I currently have a subscription to eMusic,  and out of curiosity using some open source mp3 utilities I wrote a short utility to dump the MP3 headers to the screen.  What I found was interesting, and so I have come to (what appears to be) the best forum on the web for discussion of such matters.

First I was not happy to find that when music from eMusic is encoded with the Fraunhofer encoder, they are inserting into the id3v2 header a PRIV field.
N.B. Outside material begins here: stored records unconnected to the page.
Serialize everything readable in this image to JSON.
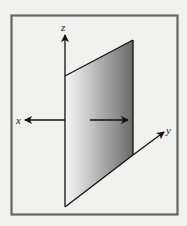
{
  "diagram": {
    "axes": [
      {
        "name": "z",
        "label": "z"
      },
      {
        "name": "x",
        "label": "x"
      },
      {
        "name": "y",
        "label": "y"
      }
    ],
    "colors": {
      "background": "#f1f1ef",
      "frame": "#666666",
      "plane_light": "#f4f4f4",
      "plane_dark": "#6e6e6e",
      "ink": "#111111"
    }
  }
}
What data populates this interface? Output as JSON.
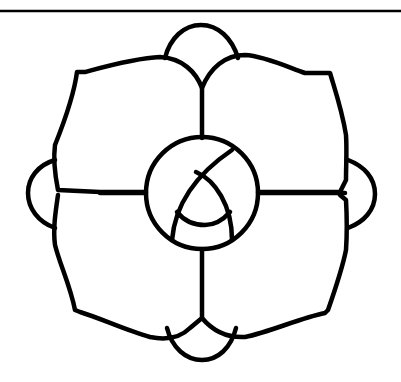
{
  "figure": {
    "colors": {
      "line": "#000000",
      "background": "#ffffff"
    },
    "top_rule": {
      "y": 11
    },
    "center": {
      "cx": 202,
      "cy": 193,
      "r": 56
    },
    "petals": [
      "top-left-petal",
      "top-right-petal",
      "bottom-left-petal",
      "bottom-right-petal"
    ],
    "bumps": [
      "top-bump",
      "bottom-bump",
      "left-bump",
      "right-bump"
    ],
    "inner_knot": "three interlocking arcs inside center circle"
  }
}
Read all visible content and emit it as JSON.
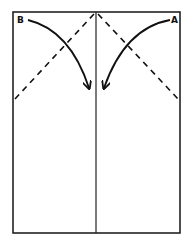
{
  "diagram": {
    "type": "paper-folding-instruction",
    "labels": {
      "corner_left": "B",
      "corner_right": "A"
    },
    "elements": {
      "sheet": "rectangular paper outline",
      "center_crease": "vertical solid line down the middle",
      "fold_lines": [
        "dashed diagonal from top center to left edge",
        "dashed diagonal from top center to right edge"
      ],
      "arrows": [
        "curved arrow from corner B toward center",
        "curved arrow from corner A toward center"
      ]
    },
    "colors": {
      "stroke": "#111111",
      "background": "#ffffff"
    }
  }
}
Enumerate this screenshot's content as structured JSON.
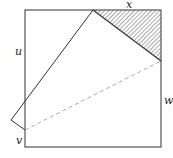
{
  "diagram": {
    "type": "folded-square",
    "labels": {
      "x": "x",
      "u": "u",
      "v": "v",
      "w": "w"
    },
    "colors": {
      "stroke": "#333333",
      "dashed": "#aaaaaa",
      "hatch": "#555555",
      "background": "#ffffff"
    }
  }
}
In this field is encoded everything they need to trace the download to me which includes date, time, session ID, and some other identifiers.  I don't care so much unless my portable MP3 player or computer gets lost or stolen, and then if some kid uploads my music to some share site I would probably be hunted down like a dog...  But thats not really why I'm making this post.
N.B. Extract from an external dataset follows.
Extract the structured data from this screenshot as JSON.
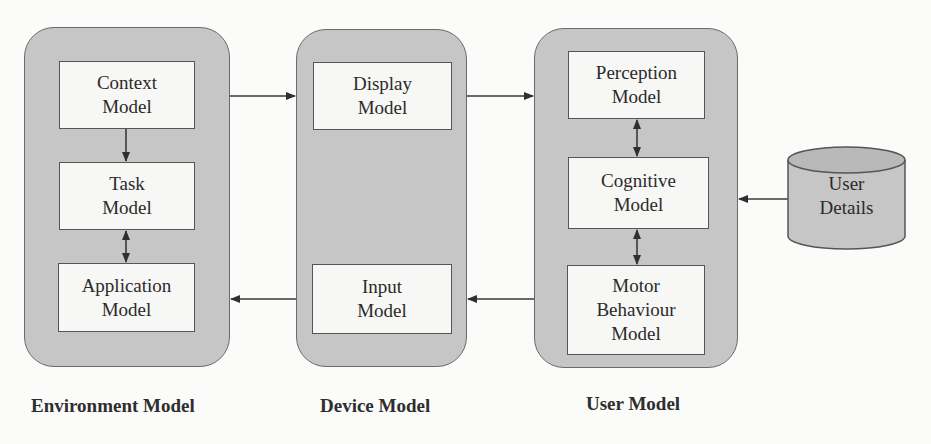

What I also found while scanning the id3v2 headers is that when eMusic encodes with Fraunhofer, they use the "VBR q100" settings.  Are these settings any good?  The only posts I could find about this Fraunhofer setting were these two, which state the q100 settings uses a 16 kHz cutoff.  The audio graph looks not quite as good as LAME V0 graph.

These are the posts:
Maximizing VBR Quality, Squeezing out the last 2%
Question about VBR and --strictly-enforce-iso


Personally, I use LAME when I rip my CDs using the "-V0 --vbr-new -q0 --lowpass 19.7" settings.  Any comments on those settings would be welcome too.

Thanks.

 

Fraunhofer Q100 setting vs LAME V0

Reply #2
Personally, I use LAME when I rip my CDs using the "-V0 --vbr-new -q0 --lowpass 19.7" settings.  Any comments on those settings would be welcome too.
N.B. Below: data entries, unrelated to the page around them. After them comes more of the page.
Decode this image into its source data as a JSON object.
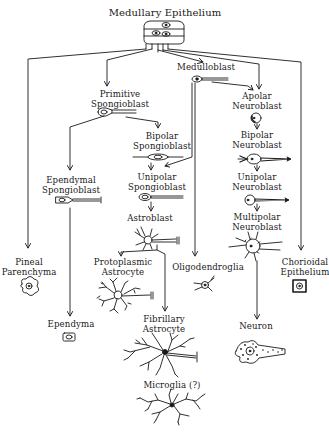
{
  "diagram": {
    "title": "Medullary Epithelium",
    "colors": {
      "ink": "#1a1a1a",
      "background": "#ffffff"
    },
    "nodes": [
      {
        "id": "medullary_epithelium",
        "label": "Medullary Epithelium",
        "x": 165,
        "y": 7
      },
      {
        "id": "medulloblast",
        "label": "Medulloblast",
        "x": 206,
        "y": 63
      },
      {
        "id": "primitive_spongioblast",
        "label": "Primitive\nSpongioblast",
        "x": 120,
        "y": 90
      },
      {
        "id": "apolar_neuroblast",
        "label": "Apolar\nNeuroblast",
        "x": 257,
        "y": 92
      },
      {
        "id": "bipolar_spongioblast",
        "label": "Bipolar\nSpongioblast",
        "x": 162,
        "y": 132
      },
      {
        "id": "bipolar_neuroblast",
        "label": "Bipolar\nNeuroblast",
        "x": 257,
        "y": 131
      },
      {
        "id": "ependymal_spongioblast",
        "label": "Ependymal\nSpongioblast",
        "x": 71,
        "y": 176
      },
      {
        "id": "unipolar_spongioblast",
        "label": "Unipolar\nSpongioblast",
        "x": 157,
        "y": 173
      },
      {
        "id": "unipolar_neuroblast",
        "label": "Unipolar\nNeuroblast",
        "x": 257,
        "y": 173
      },
      {
        "id": "astroblast",
        "label": "Astroblast",
        "x": 150,
        "y": 214
      },
      {
        "id": "multipolar_neuroblast",
        "label": "Multipolar\nNeuroblast",
        "x": 257,
        "y": 213
      },
      {
        "id": "pineal_parenchyma",
        "label": "Pineal\nParenchyma",
        "x": 29,
        "y": 258
      },
      {
        "id": "protoplasmic_astrocyte",
        "label": "Protoplasmic\nAstrocyte",
        "x": 123,
        "y": 258
      },
      {
        "id": "oligodendroglia",
        "label": "Oligodendroglia",
        "x": 208,
        "y": 263
      },
      {
        "id": "chorioidal_epithelium",
        "label": "Chorioidal\nEpithelium",
        "x": 305,
        "y": 258
      },
      {
        "id": "fibrillary_astrocyte",
        "label": "Fibrillary\nAstrocyte",
        "x": 164,
        "y": 315
      },
      {
        "id": "ependyma",
        "label": "Ependyma",
        "x": 71,
        "y": 320
      },
      {
        "id": "neuron",
        "label": "Neuron",
        "x": 256,
        "y": 322
      },
      {
        "id": "microglia",
        "label": "Microglia (?)",
        "x": 172,
        "y": 381
      }
    ],
    "edges": [
      [
        "medullary_epithelium",
        "pineal_parenchyma"
      ],
      [
        "medullary_epithelium",
        "primitive_spongioblast"
      ],
      [
        "medullary_epithelium",
        "medulloblast"
      ],
      [
        "medullary_epithelium",
        "apolar_neuroblast"
      ],
      [
        "medullary_epithelium",
        "chorioidal_epithelium"
      ],
      [
        "primitive_spongioblast",
        "ependymal_spongioblast"
      ],
      [
        "primitive_spongioblast",
        "bipolar_spongioblast"
      ],
      [
        "bipolar_spongioblast",
        "unipolar_spongioblast"
      ],
      [
        "medulloblast",
        "unipolar_spongioblast"
      ],
      [
        "medulloblast",
        "oligodendroglia"
      ],
      [
        "medulloblast",
        "apolar_neuroblast"
      ],
      [
        "apolar_neuroblast",
        "bipolar_neuroblast"
      ],
      [
        "bipolar_neuroblast",
        "unipolar_neuroblast"
      ],
      [
        "unipolar_neuroblast",
        "multipolar_neuroblast"
      ],
      [
        "multipolar_neuroblast",
        "neuron"
      ],
      [
        "unipolar_spongioblast",
        "astroblast"
      ],
      [
        "astroblast",
        "protoplasmic_astrocyte"
      ],
      [
        "astroblast",
        "fibrillary_astrocyte"
      ],
      [
        "ependymal_spongioblast",
        "ependyma"
      ]
    ]
  }
}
I'd avoid all the special flags and start from a much lower -V setting, like -V5. If the resulting encodes are not transparent to you, gradually decrease the -V setting. I think you might be surprised at the level that sounds transparent to you. As a safety margin you might then just choose -V one level better than the one that was transparent. It's of course "safe" (read: as good as LAME VBR encodes will get) to choose -V0 and not do any testing, which potentially takes up a lot more space than the files produced by the above mentioned method.
It's only audiophile if it's inconvenient.